A drug test measures all the recent things you've put in your body (Don't worry--I passed the drug test. It's just like remembering Person, Woman, Man, Camera, TV--only you have to pee first.) That's kind of what a financial statement is, too: a measurement of all the things that you've "put into" your business. Things like:
- How effectively you priced things.
- How you managed expenses.
- How much profit you had after you paid yourself some reasonable amount.
- How (profitably) busy you kept your team based on new business efforts.
- How courageous you were in turning down work that doesn't deliver a profit.
It only measures the recent things--not the big mistakes or the huge successes you had in the distant past. In that sense you need to keep earning good financial statements or they'll degrade. The world around you is discriminatory, but math isn't. It doesn't really care about those external factors or even the excuses you make for yourself.
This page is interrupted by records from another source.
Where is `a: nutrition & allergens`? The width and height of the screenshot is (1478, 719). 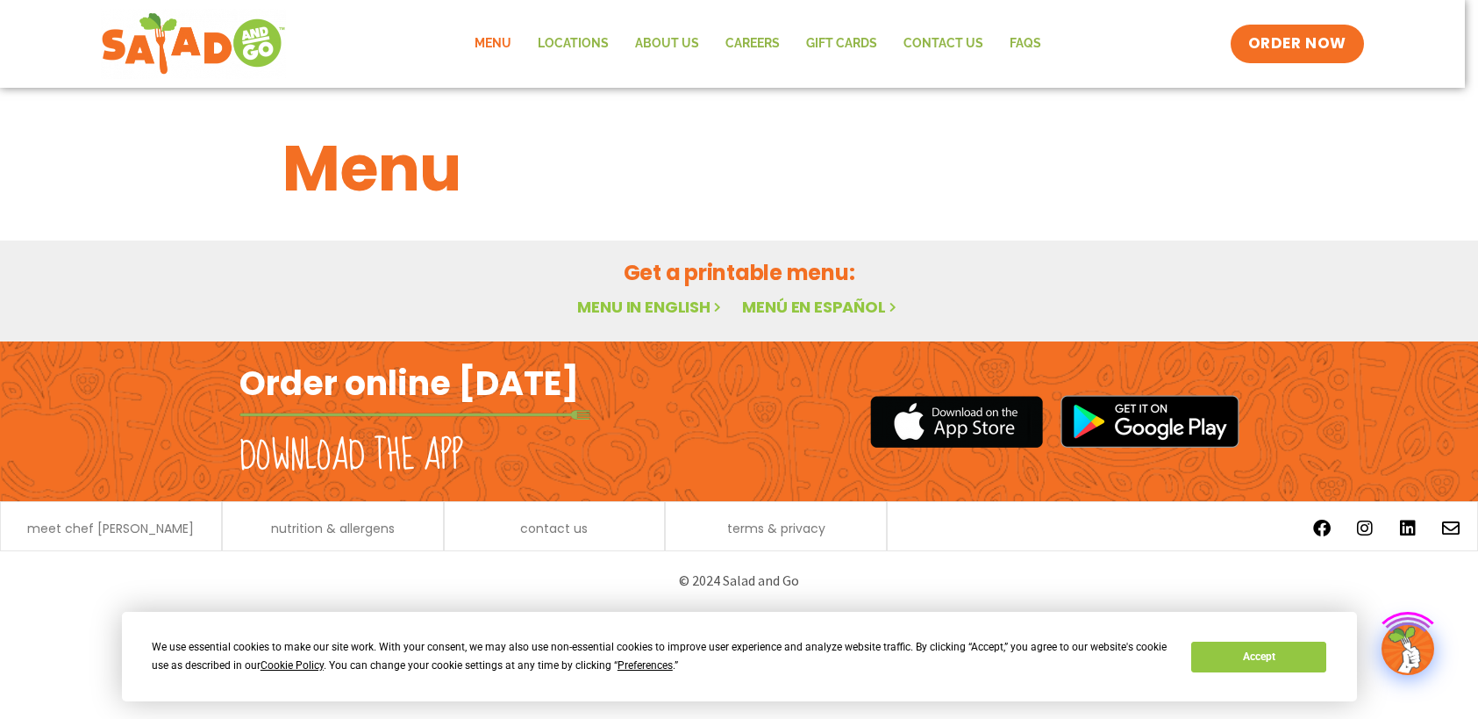 a: nutrition & allergens is located at coordinates (333, 528).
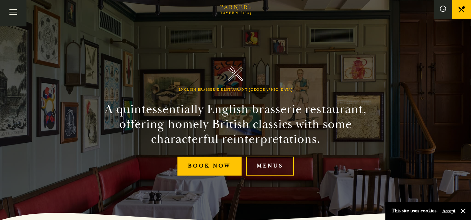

Money is important. It's how the world in which you operate keeps score, and it's how you buy the things you need and enjoy. It enables you to support the causes and people that share your values. In almost every case, I'd rather trust you with that money than someone else who wants to make decisions about that money. You know, those elected people (of which I used to be one).
But there are some things that a financial statement doesn't measure, and I think those can be just as important:
- The culture you build and maintain.
- How much control/choice you have over your client base.
- How much time you spend learning.
- How you invest time in developing the next level of leader at your firm.
- The combined impact you have as a human. Where should I start?
Your financial statement matters. Even in a numbing 2020. But so does what people say about you. Especially the ones who know you.
What I am trying to do is to achieve good results all around without any appreciable compromise, and the majority of my business life has been dedicated to helping you do the same.
That's it. Nothing really to sell or pitch you this week. But there is another free webinar next Thursday at 2p eastern. This one is on how to test your current or proposed positioning.